Prosecutorial Misconduct:

Check out the Ninth Circuit's decision in U.S. v. Chapman for a sharp rebuke of the government, including the affirmance of a district court's dismissing an indictment with prejudice — thus barring retrial — because of government misconduct:

The district court did not abuse its discretion in dismissing the indictment. The government egregiously failed to meet its constitutional obligations under Brady and Giglio. It failed to even make inquiry as to conviction records, plea bargains, and other discoverable materials concerning key witnesses until after trial began. It repeatedly misrepresented to the district court that all such documents had been disclosed prior to trial. The government did not admit to the court that it failed to disclose Brady/Giglio material until after many of the key witnesses had testified and been released. Even then, it failed to turn over some 650 documents until the day the district court declared a mistrial and submitted those documents to the court only after the indictment had been dismissed. This is prosecutorial misconduct in its highest form; conduct in flagrant disregard of the United States Constitution; and conduct which should be deterred by the strongest sanction available. Under these facts, the district court did not abuse its discretion in characterizing these actions as flagrant prosecutorial misconduct justifying dismissal. Nor did it abuse its discretion in determining that a retrial — the only lesser remedy ever proposed by the government — would substantially prejudice the defendants.
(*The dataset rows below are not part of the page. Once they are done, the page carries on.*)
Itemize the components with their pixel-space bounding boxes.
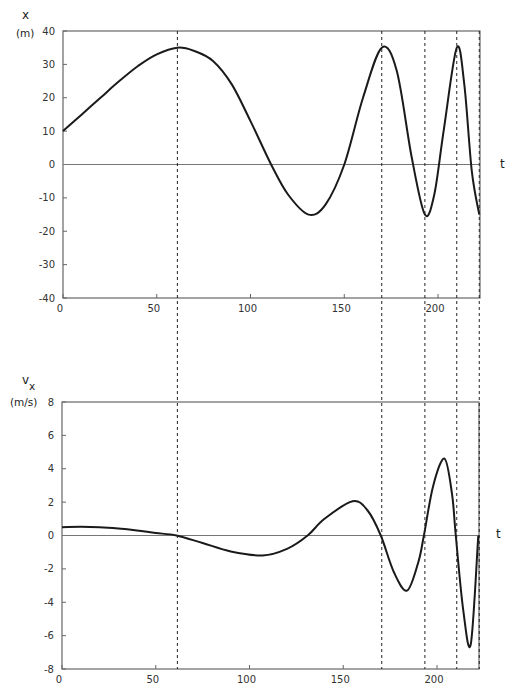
velocity-y-tick-label: -4 xyxy=(44,597,54,608)
dashed-time-markers xyxy=(177,31,479,669)
position-x-axis-ticks: 050100150200 xyxy=(57,294,445,314)
position-y-tick-label: 40 xyxy=(42,26,55,37)
velocity-x-tick-label: 0 xyxy=(56,674,62,685)
velocity-y-subscript: x xyxy=(29,380,35,392)
position-x-tick-label: 100 xyxy=(238,303,257,314)
position-t-label: t xyxy=(500,157,505,171)
velocity-y-tick-label: -6 xyxy=(44,630,54,641)
position-y-tick-label: -20 xyxy=(39,226,55,237)
position-y-tick-label: -40 xyxy=(39,293,55,304)
velocity-y-tick-label: -2 xyxy=(44,563,54,574)
position-x-tick-label: 0 xyxy=(57,303,63,314)
velocity-y-tick-label: 4 xyxy=(48,463,54,474)
velocity-y-tick-label: 6 xyxy=(48,430,54,441)
position-y-tick-label: 0 xyxy=(49,159,55,170)
velocity-y-tick-label: 0 xyxy=(48,530,54,541)
position-y-tick-label: -30 xyxy=(39,259,55,270)
position-x-tick-label: 200 xyxy=(425,303,444,314)
velocity-y-unit: (m/s) xyxy=(10,396,37,408)
position-y-tick-label: 10 xyxy=(42,126,55,137)
velocity-y-tick-label: 8 xyxy=(48,397,54,408)
position-y-symbol: x xyxy=(22,8,29,22)
position-y-tick-label: 20 xyxy=(42,92,55,103)
velocity-x-tick-label: 150 xyxy=(331,674,350,685)
velocity-t-label: t xyxy=(496,527,501,541)
velocity-chart: 86420-2-4-6-8 050100150200 v x (m/s) t xyxy=(10,373,501,685)
position-x-tick-label: 150 xyxy=(332,303,351,314)
position-x-tick-label: 50 xyxy=(147,303,160,314)
velocity-x-tick-label: 50 xyxy=(146,674,159,685)
velocity-y-tick-label: 2 xyxy=(48,497,54,508)
position-y-unit: (m) xyxy=(16,27,34,39)
velocity-x-axis-ticks: 050100150200 xyxy=(56,665,444,685)
velocity-y-tick-label: -8 xyxy=(44,664,54,675)
position-y-tick-label: -10 xyxy=(39,192,55,203)
position-chart: 403020100-10-20-30-40 050100150200 x (m)… xyxy=(16,8,505,314)
velocity-x-tick-label: 100 xyxy=(237,674,256,685)
chart-canvas: 403020100-10-20-30-40 050100150200 x (m)… xyxy=(0,0,516,699)
velocity-x-tick-label: 200 xyxy=(424,674,443,685)
position-y-tick-label: 30 xyxy=(42,59,55,70)
position-curve xyxy=(63,46,479,216)
velocity-curve xyxy=(62,459,478,648)
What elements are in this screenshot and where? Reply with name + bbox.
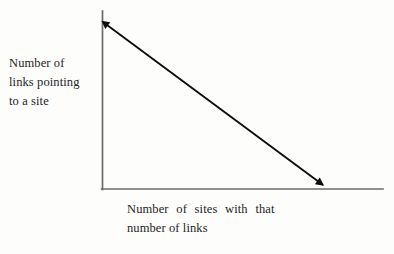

And from earlier in the opinion:

We are similarly troubled, both by the AUSA's actions at trial and by the government's lack of contrition on appeal. The government attorneys who appeared in the original AUSA's stead on the critical day of the hearing on the motion to dismiss the indictment told the trial court that they "took this matter extremely seriously" and conceded that the government made a "very serious mistake in terms of [its] discovery obligations." Before us, however, these same attorneys have attempted to minimize the extent of the prosecutorial misconduct, completely disregarding the AUSA's repeated misrepresentations to the court and the failure to obtain and prepare many of the critical documents until after the trial was underway. Instead, they claim for the first time on appeal that none of the 650 pages were required disclosures under Brady/Giglio. When the district court first indicated that it was inclined to dismiss the indictment, it noted that it was "concerned [that] any lesser sanction [would be] like endorsing [the AUSA's conduct]." The government's tactics on appeal only reinforce our conclusion that it still has failed to grasp the severity of the prosecutorial misconduct involved here, as well as the importance of its constitutionally imposed discovery obligations. Accordingly, although dismissal of the indictment was the most severe sanction available to the district court, it was not an abuse of discretion.

By the way, note that the panel decision was unanimous, and that the panel consisted of two moderate Clinton appointees (Judges Wardlaw and Hawkins) and a quite conservative Reagan appointee (Judge O'Scannlain).